[Greenwich Village by Anna Alice Chapin]@TWC D-Link bookGreenwich Village CHAPTER V 13/28
Of course Mr.Roosevelt, who is both intellectual and broad-minded, knows better than that today.
But it is astonishing how that ridiculous and unsuitable epithet--( a "trinity of lies" as one historian has styled it)--has stuck to a memory which I am sure is sacred to any angels who may be in heaven! "Atheist" is a word which could be applied to few men less suitably than to Paine.
From first to last, he preached the goodness of God, the power of God, the justice and mercy and infallibility of God; and he lived in a profound trust in and love for God, and a hopeful and courageous effort to carry out such principles of moral and national right-doing as he believed to be the will of his beloved Creator. "If this," as one indignant enthusiast exclaimed, "is to be an Atheist, then Jesus Christ must have been an Atheist!" As incongruous as anything else, in the judgment of Paine, is the fact that he has, apparently, been adopted by the pacifists.
The pacifists and--Paine!--Paine who never in all his seventy years was out of a scrap! They could scarcely have chosen a less singularly unfit guiding star, for Paine was a confirmed fighter for anything and everything he held right.
And his militancy was not merely of action but of the soul, not only of policy or necessity but of spiritual conviction. When even Washington was inclined to submit patiently a bit longer, it was Paine who lashed America into righteous war.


TO DO: Restate all of the entries exactly, dropping any pictures they hold.

DATA FOR THIS TASK:
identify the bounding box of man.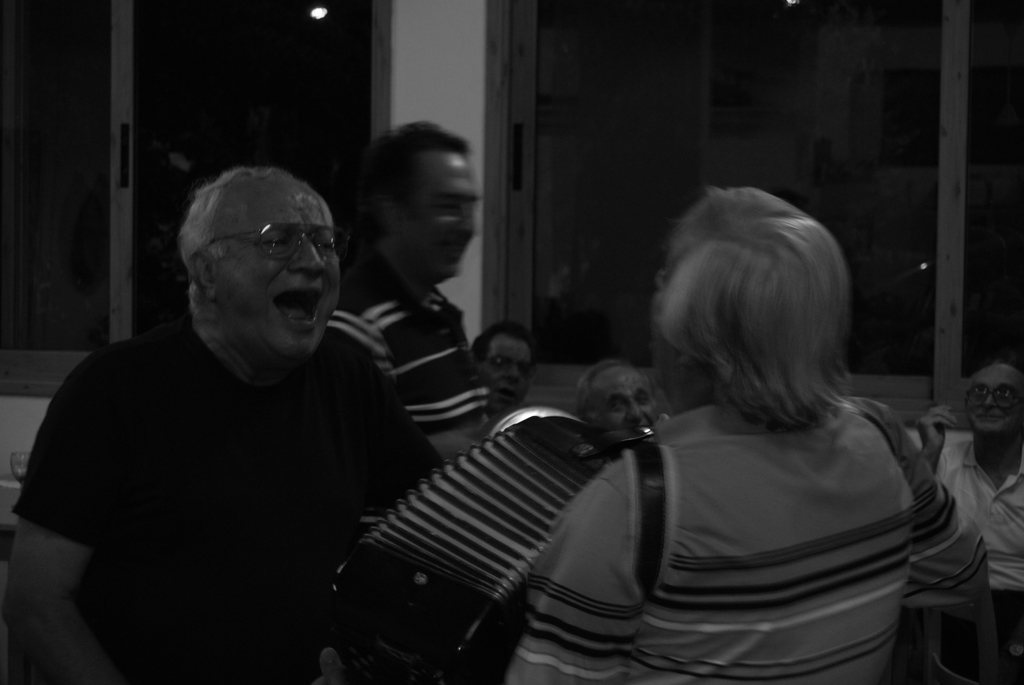
910,363,1023,684.
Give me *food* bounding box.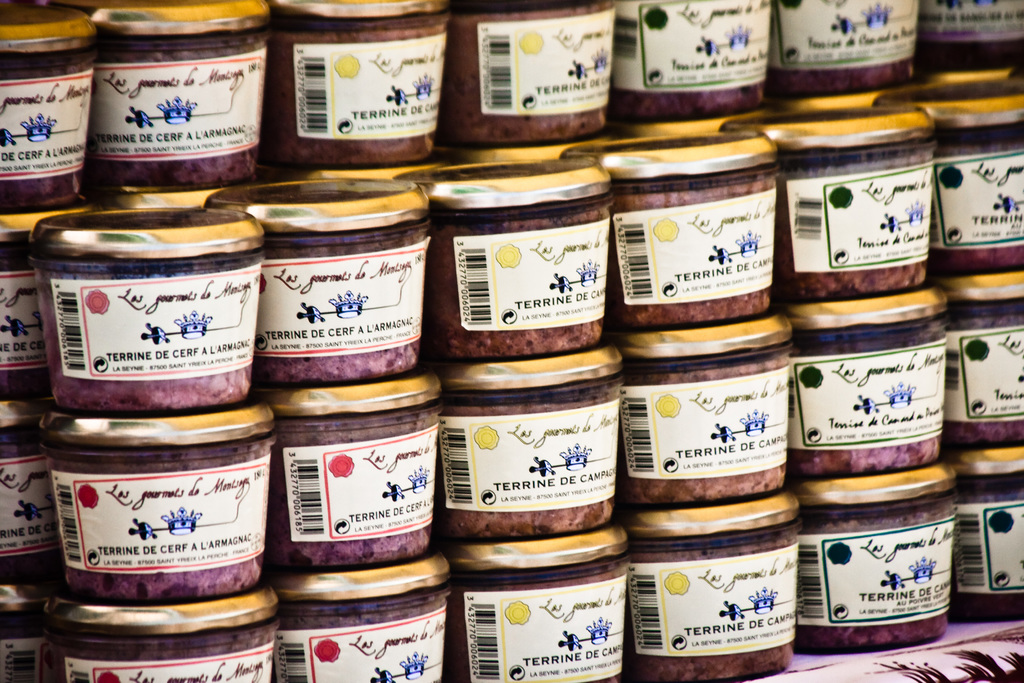
detection(939, 304, 1023, 448).
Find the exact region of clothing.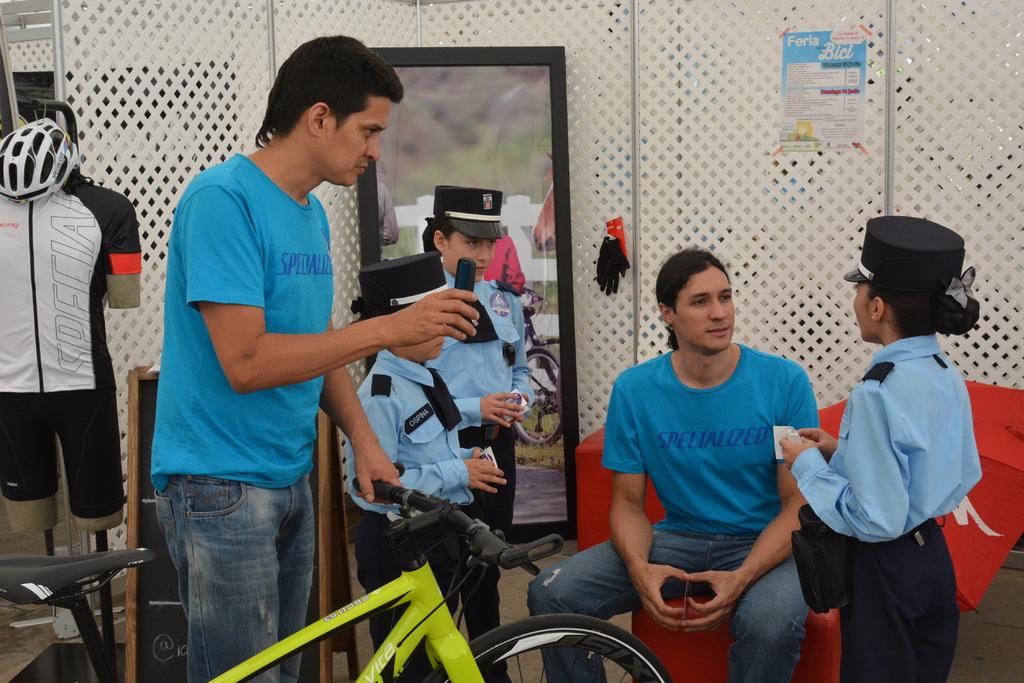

RESPONSE BELOW:
identify the bounding box of man.
910,363,1023,684.
Give me *food* bounding box.
detection(939, 304, 1023, 448).
Find the exact region of clothing.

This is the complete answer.